Canadian government archives reveal that it was in compliance with a letter from the palace of Catholic Cardinal Villeneuve, of Quebec, to the minister of justice, Ernest Lapointe, that Jehovah’s Witnesses were banned in Canada in 1940.

Duplessis' efforts to rid the streets of Jehovah's Witnesses took the issue all the way to the Supreme Court of Canada. During the Duplessis era, a challenge to the Church was tantamount to challenging the government. Any limitation of the Church's authority would mean limiting Duplessis' authority.

In order to obtain religious freedom the Jehovah's Witnesses launched a national campaign for the enactment of a Bill of Rights. On June 9, 1947 they presented a petition to Parliament with 625,510 signatures and established numerous libertarian precedents before Canada's highest courts.

Jehovah's Witnesses in Georgia

Although religious freedom is guaranteed in Georgia, the literature of Jehovah's Witnesses has frequently been confiscated. In April 1999, customs officials stated that the literature could be released only with the permission of the patriarch, the head of the Georgian Orthodox Church.

The following month, the Orthodox Church was mentioned again—this time in Georgia's Isani-Samgori District Court. There, Guram Sharadze, parliamentary deputy and leader of the political movement "Georgia Above All!," filed a lawsuit seeking to dissolve the legal entities used by Jehovah's Witnesses, accusing the Witnesses of being anti-national and dangerous. Who backed Sharadze's claim? Attached to the lawsuit was a letter from the secretary of the Catholicos-Patriarch of All Georgia.

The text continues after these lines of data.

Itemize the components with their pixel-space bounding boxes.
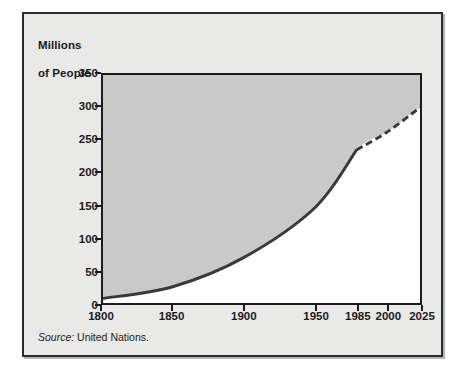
source-label: Source: (38, 331, 74, 343)
source-value: United Nations. (77, 331, 149, 343)
y-axis-tick-label: 250 (64, 134, 98, 144)
x-axis-tick-label: 2000 (375, 310, 401, 322)
x-axis-tick-label: 2025 (409, 310, 435, 322)
source-note: Source: United Nations. (38, 331, 149, 343)
y-axis-tick-label: 200 (64, 167, 98, 177)
chart-panel: Millions of People 050100150200250300350… (22, 12, 443, 357)
chart-plot-svg (103, 75, 420, 303)
area-fill-group (103, 75, 420, 298)
y-axis-tick-label: 150 (64, 201, 98, 211)
area-fill-above-curve (103, 75, 420, 298)
x-axis-tick-label: 1800 (88, 310, 114, 322)
x-axis-tick-label: 1900 (231, 310, 257, 322)
y-axis-tick-labels: 050100150200250300350 (60, 14, 98, 359)
x-axis-tick-mark (100, 305, 102, 311)
figure-root: Millions of People 050100150200250300350… (0, 0, 470, 369)
x-axis-tick-mark (421, 305, 423, 311)
y-axis-tick-label: 0 (64, 300, 98, 310)
y-axis-tick-label: 50 (64, 267, 98, 277)
x-axis-tick-mark (357, 305, 359, 311)
y-axis-tick-label: 300 (64, 101, 98, 111)
x-axis-tick-label: 1850 (159, 310, 185, 322)
x-axis-tick-label: 1950 (303, 310, 329, 322)
x-axis-tick-label: 1985 (345, 310, 371, 322)
y-axis-tick-label: 350 (64, 68, 98, 78)
y-axis-tick-label: 100 (64, 234, 98, 244)
x-axis-tick-mark (387, 305, 389, 311)
plot-area (101, 73, 422, 305)
x-axis-tick-mark (243, 305, 245, 311)
x-axis-tick-labels: 1800185019001950198520002025 (24, 310, 445, 330)
x-axis-tick-mark (171, 305, 173, 311)
x-axis-tick-mark (315, 305, 317, 311)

Between October 1999 and August 2001, there were over 80 documented attacks on Jehovah's Witnesses.

In May 7, 2001, the UN Committee Against Torture expressed its concern about "continuing acts of torture and other acts of cruel, inhuman or degrading treatment or punishment in Georgia committed by the law enforcement personnel; the continuing failure to provide in every instance prompt, impartial and full investigations into the numerous allegations of torture."

Sources:

  1. Berger, Thomas (1981). Fragile Freedoms. Toronto: Irwin Publishing.
  2. Kaplan, William (1989). State and Salvation. Toronto: Univ. of Toronto Press.
  3. The Canadian encyclopedia under "Jehovah's Witnesses."
  4. Religious Persecution in Georgia, How Much longer?
  5. Attack of Jehovah's Witnesses raises religious freedom issue in Georgia Ken Stier: 8/20/02.
  6. “Persecution and Resistance of Jehovah's Witnesses During the Nazi Regime” Hans Hesse : pp. 10.
  7. The Holocaust encyclopedia, Judith Baumel, Walter Laqueur.
  8. “Jehovah's Witnesses – Courageous in the Face of Nazi Peril” Watch Tower Bible and Tract Society of Pennsylvania Awake - Magazine July 8, 1998 p. 11.

The copyright of the article Clergy's Opposition to Jehovah's Witnesses in Religious Persecution is owned by Fleur Hupston. Permission to republish Clergy's Opposition to Jehovah's Witnesses in print or online must be granted by the author in writing.